As long as it's not free software, who cares. Switching kernels would not do much to make MacOS similar to Linux distros as you are probably thinking of them (that is, distros which include all the GNU tools plus some kind of open-source GUI apps). And free software GUI apps are not well integrated enough because the desktop is not based on X, so X is an extra "app" to run, and I can't e.g. drag-and-drop files from the Finder to Scite or Gimp, etc. I got a Mac with the thought of getting the best of both worlds, but so far it's most certainly not the best of both worlds, no matter how much of the existing free software ports I install. (So I just keep using my old Linux box mostly, and the Mac has its own separate uses.) To make a well-integrated version of Scite for example, the GUI needs to be re-written. Development is more painful for me just because of that... I don't want to be forced to switch to XCode's editor. (It's kindof like how there is a special Mac version of OpenOffice, to get the OS integration features that would otherwise be missing.) The situation is actually better on Windows in that regard. It's also better with Qt apps because of the non-X11 MacOS version.

Apple could open-source their GUI stuff, and it would become independent of the OS (you could run it on top of Darwin or Linux). But then they could not charge a premium for their hardware, because we'd all buy the cheapest hardware and install MacOS on it.

But the free software world would do better to imitate MacOS more often, take the best features of both MacOS and Windows (and others too), and then innovate some more besides, rather than just assuming that if it looks like Windows it will be more familiar to people. Yeah I know Gnome sometimes puts the app menu bar across the top of the screen... that's about as far as it goes though. The taskbar concept in particular is IMO an abomination, but you always see it faithfully reproduced by default, the more like Windows the better... what are they thinking... and I'm not saying the Dock is any better, either. The point is, it's not impossible for Linux developers to out-innovate both companies. Why should their stuff be better than ours, constantly inspiring all this envy?

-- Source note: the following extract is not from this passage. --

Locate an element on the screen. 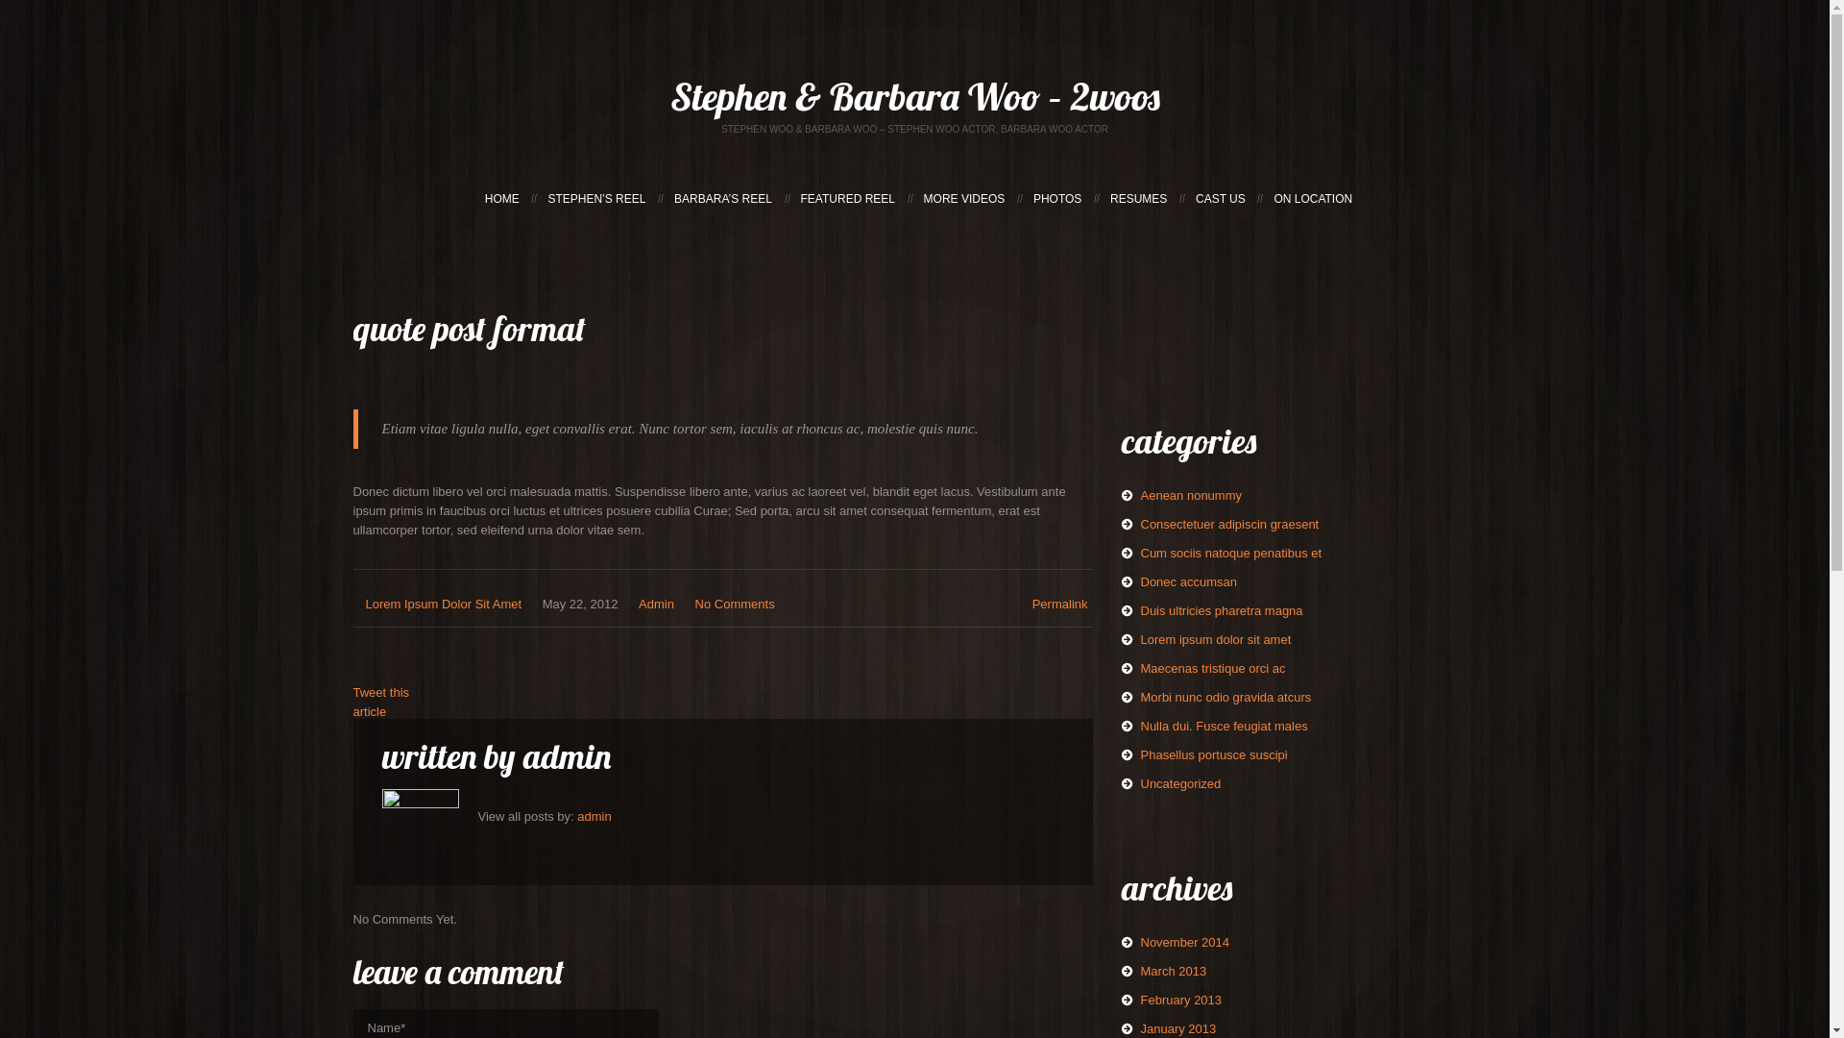 The image size is (1844, 1038). admin is located at coordinates (567, 755).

And for that matter there is no reason Linux has to be considered superior to the BSD's, because they are both free software (just one's more popular than the other). What makes MacOS special is not at that level, anyway.

tomaskroh 0 Newbie Poster

The best rebuttal of this I have read is here :
http://www.roughlydrafted.com/0506.linuxmyth1.1.html

And basically Apple will not switch to Linux because it would be costly and there's nothing to gain.

As for the benefits you mention, where are the cool hacks in open source gui apps ? And where would you find millions of converts ? OS X has a lot more market share than Linux.

AnnoyingOrange 0 Newbie Poster

New Episodes with <a href="http://www.heyapple.com">Annoying Orange</a>

Be a part of the DaniWeb community

We're a friendly, industry-focused community of developers, IT pros, digital marketers, and technology enthusiasts meeting, networking, learning, and sharing knowledge.